In either of the above cases, both with an overworked stomach and an overworked heart and lungs, the complaint is very apt to be, “Why am I so tired when I have done nothing to get tired?” The answer is, “No, you have done nothing outside with your muscles, but the heart and lungs and the stomach are delicate and exquisite instruments. You have overworked them all, and such overwork is the more fatiguing in proportion to what is done than any other form, except overwork of the brain.” And the overtired stomach and heart and lungs tire the brain, of course.
Of the work that is given to the brain itself to overtire it we must speak later. So much now for that which prevents the body from keeping rested inside, in the finer working of its machinery.
It is easy to find out what and how to eat. A very little careful thought will show us that. It is only the plain common sense of eating we need. It is easy to see that we must not eat on a tired stomach, and if we have to do so, we must eat much less than we ordinarily would, and eat it more slowly. So much good advice is already given about what and how to eat, I need say nothing here, and even without that advice, which in itself is so truly valuable, most of us could have plain common sense about our own food if we would use our minds intelligently about it, and eat only what we know to be nourishing to us. That can be done without fussing. Fussing about food contracts the stomach, and prevents free digestion almost as much as eating indigestible food.
Then again, if we deny ourselves that which we want and know is bad for us, and eat only that which we know to be nourishing, it increases the delicacy of our relish. We do not lose relish by refusing to eat too much candy. We gain it. Human pigs lose their most delicate relish entirely, and they lose much—very much more—than that.
Unfortunately with most people, there is not the relish for fresh air that there is for food. Very few people want fresh air selfishly; the selfish tendency of most people is to cut it off for fear of taking cold. And yet the difference felt in health, in keeping rested, in ease of mind, is as great between no fresh air and plenty of fresh air as it is between the wrong kind of food and enough (and not too much) of the right kind of food.
Why does not the comfort of the body appeal to us as strongly through the supply of air given to the lungs as through that of food given to the stomach? The right supply of fresh air has such wonderful power to keep us rested!
Practical teaching to the children here would, among other things, give them training which would open their lungs and enable them to take in with every breath the full amount of oxygen needed toward keeping them rested. There are so many cells in the lungs of most people, made to receive oxygen, which never receive one bit of the food they are hungry for.
There is much more, of course, very much more, to say about the working of the machinery of the inside of the body and about the plain common sense needed to keep it well and rested, but I have said enough for now to start a thoughtful mind to work.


Exercise aim >> Wherever a line in the records below contains "spine", copy that line.

Input data >>
|---|

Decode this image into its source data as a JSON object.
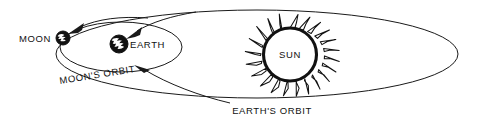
{
  "diagram": {
    "background_color": "#ffffff",
    "ink_color": "#111111",
    "labels": {
      "moon": "MOON",
      "earth": "EARTH",
      "sun": "SUN",
      "moons_orbit": "MOON'S ORBIT",
      "earths_orbit": "EARTH'S ORBIT"
    },
    "bodies": [
      {
        "name": "moon",
        "label": "MOON",
        "cx": 63,
        "cy": 38,
        "r": 7,
        "style": "filled-disc-with-white-markings"
      },
      {
        "name": "earth",
        "label": "EARTH",
        "cx": 119,
        "cy": 44,
        "r": 9,
        "style": "filled-disc-with-white-continents"
      },
      {
        "name": "sun",
        "label": "SUN",
        "cx": 290,
        "cy": 57,
        "r": 29,
        "style": "open-disc-with-flame-corona",
        "ray_count": 20
      }
    ],
    "orbits": [
      {
        "name": "moons-orbit",
        "label": "MOON'S ORBIT",
        "cx": 121,
        "cy": 47,
        "rx": 61,
        "ry": 25
      },
      {
        "name": "earths-orbit",
        "label": "EARTH'S ORBIT",
        "cx": 257,
        "cy": 54,
        "rx": 201,
        "ry": 44
      }
    ],
    "pointers": [
      {
        "name": "moon-pointer",
        "target": "moon",
        "direction": "from-upper-right"
      },
      {
        "name": "earth-pointer",
        "target": "earth",
        "direction": "from-upper-right"
      },
      {
        "name": "moons-orbit-pointer",
        "target": "moons-orbit",
        "direction": "from-lower-right"
      }
    ]
  }
}
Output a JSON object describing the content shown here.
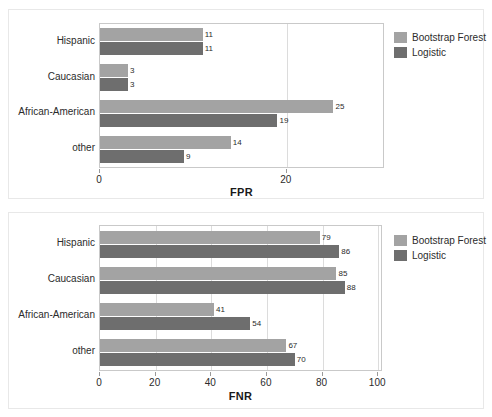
{
  "figure": {
    "background": "#ffffff",
    "series_colors": {
      "bootstrap_forest": "#a3a3a3",
      "logistic": "#6e6e6e"
    }
  },
  "legend": {
    "bootstrap_forest_label": "Bootstrap Forest",
    "logistic_label": "Logistic"
  },
  "chart_data": [
    {
      "type": "bar",
      "orientation": "horizontal",
      "title": "",
      "xlabel": "FPR",
      "ylabel": "",
      "xlim": [
        0,
        30.3
      ],
      "xticks": [
        0,
        20
      ],
      "xtick_labels": [
        "0",
        "20"
      ],
      "grid": true,
      "legend_position": "right",
      "categories": [
        "Hispanic",
        "Caucasian",
        "African-American",
        "other"
      ],
      "series": [
        {
          "name": "Bootstrap Forest",
          "color": "#a3a3a3",
          "values": [
            11,
            3,
            25,
            14
          ]
        },
        {
          "name": "Logistic",
          "color": "#6e6e6e",
          "values": [
            11,
            3,
            19,
            9
          ]
        }
      ]
    },
    {
      "type": "bar",
      "orientation": "horizontal",
      "title": "",
      "xlabel": "FNR",
      "ylabel": "",
      "xlim": [
        0,
        101
      ],
      "xticks": [
        0,
        20,
        40,
        60,
        80,
        100
      ],
      "xtick_labels": [
        "0",
        "20",
        "40",
        "60",
        "80",
        "100"
      ],
      "grid": true,
      "legend_position": "right",
      "categories": [
        "Hispanic",
        "Caucasian",
        "African-American",
        "other"
      ],
      "series": [
        {
          "name": "Bootstrap Forest",
          "color": "#a3a3a3",
          "values": [
            79,
            85,
            41,
            67
          ]
        },
        {
          "name": "Logistic",
          "color": "#6e6e6e",
          "values": [
            86,
            88,
            54,
            70
          ]
        }
      ]
    }
  ]
}
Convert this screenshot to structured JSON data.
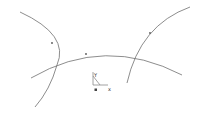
{
  "canvas": {
    "width": 201,
    "height": 113,
    "background": "#ffffff"
  },
  "colors": {
    "stroke": "#707070",
    "node": "#555555",
    "ucs": "#8a8a8a"
  },
  "arcs": [
    {
      "name": "left-arc",
      "d": "M20,12 Q70,35 57,65 Q50,90 35,107",
      "nodes": [
        [
          52,
          43
        ]
      ]
    },
    {
      "name": "middle-arc",
      "d": "M31,78 Q105,35 182,75",
      "nodes": [
        [
          86,
          54
        ]
      ]
    },
    {
      "name": "right-arc",
      "d": "M190,7 Q140,25 127,83",
      "nodes": [
        [
          150,
          33
        ]
      ]
    }
  ],
  "ucs_icon": {
    "y_label": "Y",
    "x_label": "x",
    "origin": [
      96,
      88
    ]
  }
}
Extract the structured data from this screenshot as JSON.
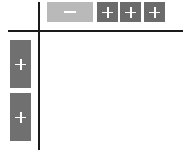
{
  "toolbar": {
    "remove_button": {
      "icon": "minus-icon",
      "color": "#b9b9b9"
    },
    "add_column_buttons": [
      {
        "icon": "plus-icon",
        "color": "#6b6b6b"
      },
      {
        "icon": "plus-icon",
        "color": "#6b6b6b"
      },
      {
        "icon": "plus-icon",
        "color": "#6b6b6b"
      }
    ]
  },
  "sidebar": {
    "add_row_buttons": [
      {
        "icon": "plus-icon",
        "color": "#707070"
      },
      {
        "icon": "plus-icon",
        "color": "#707070"
      }
    ]
  }
}
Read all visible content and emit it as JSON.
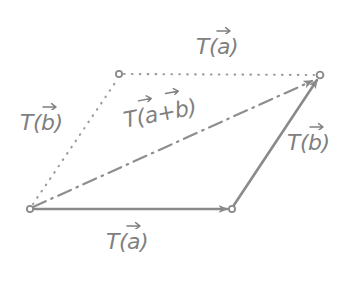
{
  "figure": {
    "background_color": "#ffffff",
    "stroke_color": "#8a8a8a",
    "label_color": "#808080",
    "vertex_marker": "small-open-circle"
  },
  "labels": {
    "top": {
      "name": "T(a) top",
      "base": "T(",
      "arg": "a",
      "close": ")",
      "accent": "right-arrow-overbar"
    },
    "left": {
      "name": "T(b) left",
      "base": "T(",
      "arg": "b",
      "close": ")",
      "accent": "right-arrow-overbar"
    },
    "middle": {
      "name": "T(a+b) diagonal",
      "base": "T(",
      "arg1": "a",
      "plus": "+",
      "arg2": "b",
      "close": ")",
      "accent": "right-arrow-overbar"
    },
    "right": {
      "name": "T(b) right",
      "base": "T(",
      "arg": "b",
      "close": ")",
      "accent": "right-arrow-overbar"
    },
    "bottom": {
      "name": "T(a) bottom",
      "base": "T(",
      "arg": "a",
      "close": ")",
      "accent": "right-arrow-overbar"
    }
  },
  "geometry": {
    "origin": {
      "x": 30,
      "y": 209
    },
    "bottom_right": {
      "x": 232,
      "y": 209
    },
    "top_right": {
      "x": 320,
      "y": 75
    },
    "top_left": {
      "x": 119,
      "y": 74
    },
    "edges": [
      {
        "name": "bottom-edge-Ta",
        "style": "solid",
        "arrowhead": true
      },
      {
        "name": "right-edge-Tb",
        "style": "solid",
        "arrowhead": true
      },
      {
        "name": "top-edge-Ta",
        "style": "dotted",
        "arrowhead": false
      },
      {
        "name": "left-edge-Tb",
        "style": "dotted",
        "arrowhead": false
      },
      {
        "name": "diagonal-Tab",
        "style": "dash-dot",
        "arrowhead": true
      }
    ]
  }
}
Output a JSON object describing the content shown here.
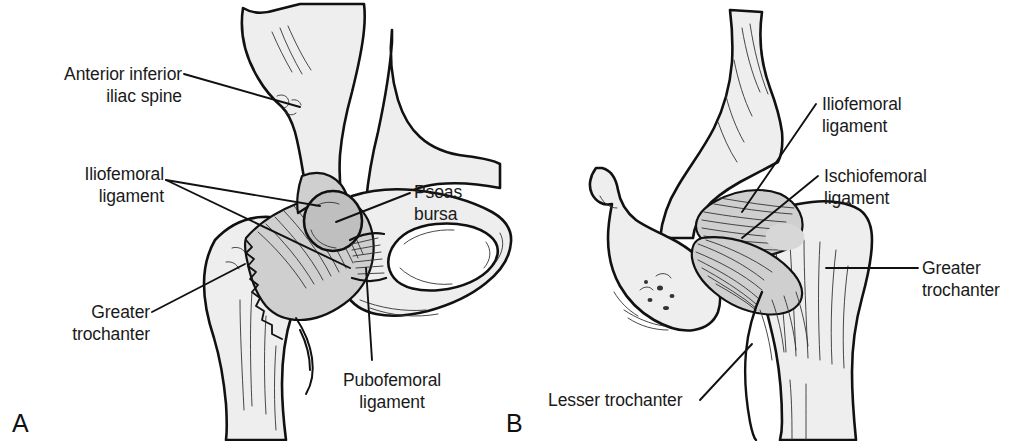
{
  "figure": {
    "background_color": "#ffffff",
    "text_color": "#1a1a1a",
    "bone_fill_color": "#eeeeee",
    "ligament_fill_color": "#cfcfcf",
    "line_color": "#111111"
  },
  "panels": [
    {
      "letter": "A",
      "view": "anterior",
      "labels": [
        {
          "id": "anterior-inferior-iliac-spine",
          "lines": [
            "Anterior inferior",
            "iliac spine"
          ],
          "line1": "Anterior inferior",
          "line2": "iliac spine",
          "align": "right",
          "leader_count": 1
        },
        {
          "id": "iliofemoral-ligament-a",
          "lines": [
            "Iliofemoral",
            "ligament"
          ],
          "line1": "Iliofemoral",
          "line2": "ligament",
          "align": "right",
          "leader_count": 2
        },
        {
          "id": "psoas-bursa",
          "lines": [
            "Psoas",
            "bursa"
          ],
          "line1": "Psoas",
          "line2": "bursa",
          "align": "left",
          "leader_count": 1
        },
        {
          "id": "greater-trochanter-a",
          "lines": [
            "Greater",
            "trochanter"
          ],
          "line1": "Greater",
          "line2": "trochanter",
          "align": "right",
          "leader_count": 1
        },
        {
          "id": "pubofemoral-ligament",
          "lines": [
            "Pubofemoral",
            "ligament"
          ],
          "line1": "Pubofemoral",
          "line2": "ligament",
          "align": "center",
          "leader_count": 1
        }
      ]
    },
    {
      "letter": "B",
      "view": "posterior",
      "labels": [
        {
          "id": "iliofemoral-ligament-b",
          "lines": [
            "Iliofemoral",
            "ligament"
          ],
          "line1": "Iliofemoral",
          "line2": "ligament",
          "align": "left",
          "leader_count": 1
        },
        {
          "id": "ischiofemoral-ligament",
          "lines": [
            "Ischiofemoral",
            "ligament"
          ],
          "line1": "Ischiofemoral",
          "line2": "ligament",
          "align": "left",
          "leader_count": 1
        },
        {
          "id": "greater-trochanter-b",
          "lines": [
            "Greater",
            "trochanter"
          ],
          "line1": "Greater",
          "line2": "trochanter",
          "align": "left",
          "leader_count": 1
        },
        {
          "id": "lesser-trochanter",
          "lines": [
            "Lesser trochanter"
          ],
          "line1": "Lesser trochanter",
          "line2": "",
          "align": "left",
          "leader_count": 1
        }
      ]
    }
  ]
}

|---|

Expected answer >>
          "id": "anterior-inferior-iliac-spine",
            "iliac spine"
          "line2": "iliac spine",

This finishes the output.